This article was first published in the Herald on 4 April 2022.

There’s a ladle in my kitchen cupboard that has a slight bend in its stem. A casualty of the days when I stood at my front door and banged it against various pots and pans to celebrate the NHS.

Those halcyon days seem like more innocent times, don’t they? But we did it gladly, and I’d do it again if asked. The NHS is perhaps the best idea, in concept and in reality, that exists in this country.

In concept, certainly. In reality? Well, most of the time, yes.

However, let’s be honest. As with any organisation of such massive size, the NHS is bound to slip up occasionally. It’s not heretical to say so.

As we’ve become ever more a consumer society, people expect a certain standard from any service provider and they are inclined to complain when they don’t get it. And that’s a good thing. Power to the consumer, to the customer. And to the patient? Why not? Venerated or not, the NHS isn’t exempt from the consumer revolution, which is why all Health Boards have their own complaints department.

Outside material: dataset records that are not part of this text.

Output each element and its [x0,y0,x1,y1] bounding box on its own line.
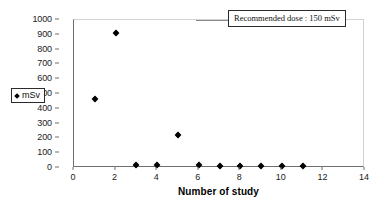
y-tick-mark [55,167,59,168]
x-axis-title: Number of study [73,186,364,197]
y-tick-mark [55,33,59,34]
y-tick-label: 300 [37,118,52,127]
x-tick-mark [280,167,281,170]
y-tick-label: 200 [37,133,52,142]
x-axis: 02468101214 [73,167,364,187]
x-tick-label: 12 [317,173,327,182]
x-tick-label: 4 [154,173,159,182]
y-tick-mark [55,152,59,153]
x-tick-mark [73,167,74,170]
scatter-chart: 01002003004005006007008009001000 0246810… [0,0,389,216]
data-point [112,29,119,36]
x-tick-label: 10 [276,173,286,182]
y-tick-label: 400 [37,103,52,112]
data-point [174,131,181,138]
x-tick-label: 6 [195,173,200,182]
x-tick-label: 0 [70,173,75,182]
y-tick-label: 0 [47,163,52,172]
x-tick-label: 2 [112,173,117,182]
plot-area [73,19,364,167]
y-tick-mark [55,63,59,64]
x-tick-mark [239,167,240,170]
x-tick-label: 8 [237,173,242,182]
y-tick-mark [55,48,59,49]
x-tick-mark [364,167,365,170]
diamond-marker-icon [14,93,20,99]
y-tick-label: 700 [37,59,52,68]
y-tick-mark [55,107,59,108]
y-tick-mark [55,78,59,79]
data-point [91,96,98,103]
annotation-leader-line [196,20,229,21]
x-tick-mark [156,167,157,170]
y-tick-mark [55,137,59,138]
x-tick-mark [197,167,198,170]
y-tick-mark [55,19,59,20]
y-tick-mark [55,122,59,123]
x-tick-mark [114,167,115,170]
legend: mSv [11,88,45,103]
y-tick-mark [55,93,59,94]
legend-item-label: mSv [22,91,40,100]
y-tick-label: 900 [37,29,52,38]
y-tick-label: 800 [37,44,52,53]
y-tick-label: 600 [37,74,52,83]
x-tick-label: 14 [359,173,369,182]
y-tick-label: 100 [37,148,52,157]
recommended-dose-annotation: Recommended dose : 150 mSv [228,10,346,27]
y-tick-label: 1000 [32,15,52,24]
x-tick-mark [322,167,323,170]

A few years ago, the Scottish government moved to create another body that people could go to when they want to complain about the NHS. Requiring it to be visibly independent, fair and trusted, they asked (and funded) the Scottish CAB network to run it. So, we did. And today, the Patient Advice and Support Service (PASS) turns ten years old.  

In this time, PASS advisers have supported over 30,000 people, by giving them information on their rights and responsibilities as patients, empowering them to raise their own complaint about the health service, guiding them through the complaints process and seeking their feedback.

PASS helps people make good complaints - and yes there is such a thing. A good complaint strives for a good outcome, such as an explanation about what did or didn’t happen and, if something did go wrong, the re-assurance that a mistake won’t happen again, and/or an apology.

Sometimes PASS advisers spend only a short time with a client, other times they might work closely with them over a period of months. There can be more to putting together a complaint than just gathering the information. It’s hard work and takes great skill and empathy, which our advisers have in spades, as well as high degrees of knowledge about how the NHS works.

Like all parts of the Scottish CAB network, PASS advice is free, impartial and confidential, and you can access it via any one of our 59 local CABs, or at www.cas.org.uk/pass or 0800 917 2127.

And I want to be clear that PASS is not ‘anti’ NHS. Indeed, the project has a very good relationship with the NHS, which in our experience welcomes being told where it has gone wrong so that improvements can be made.

Banging pots and pans (and vandalising perfectly good ladles in the process) seems now like a pretty random way to salute a service we all love. But yes I’d do it again. Not only say thank you to a wonderful institution, but also to show my respect for an organisation that genuinely welcomes the opportunity to improve.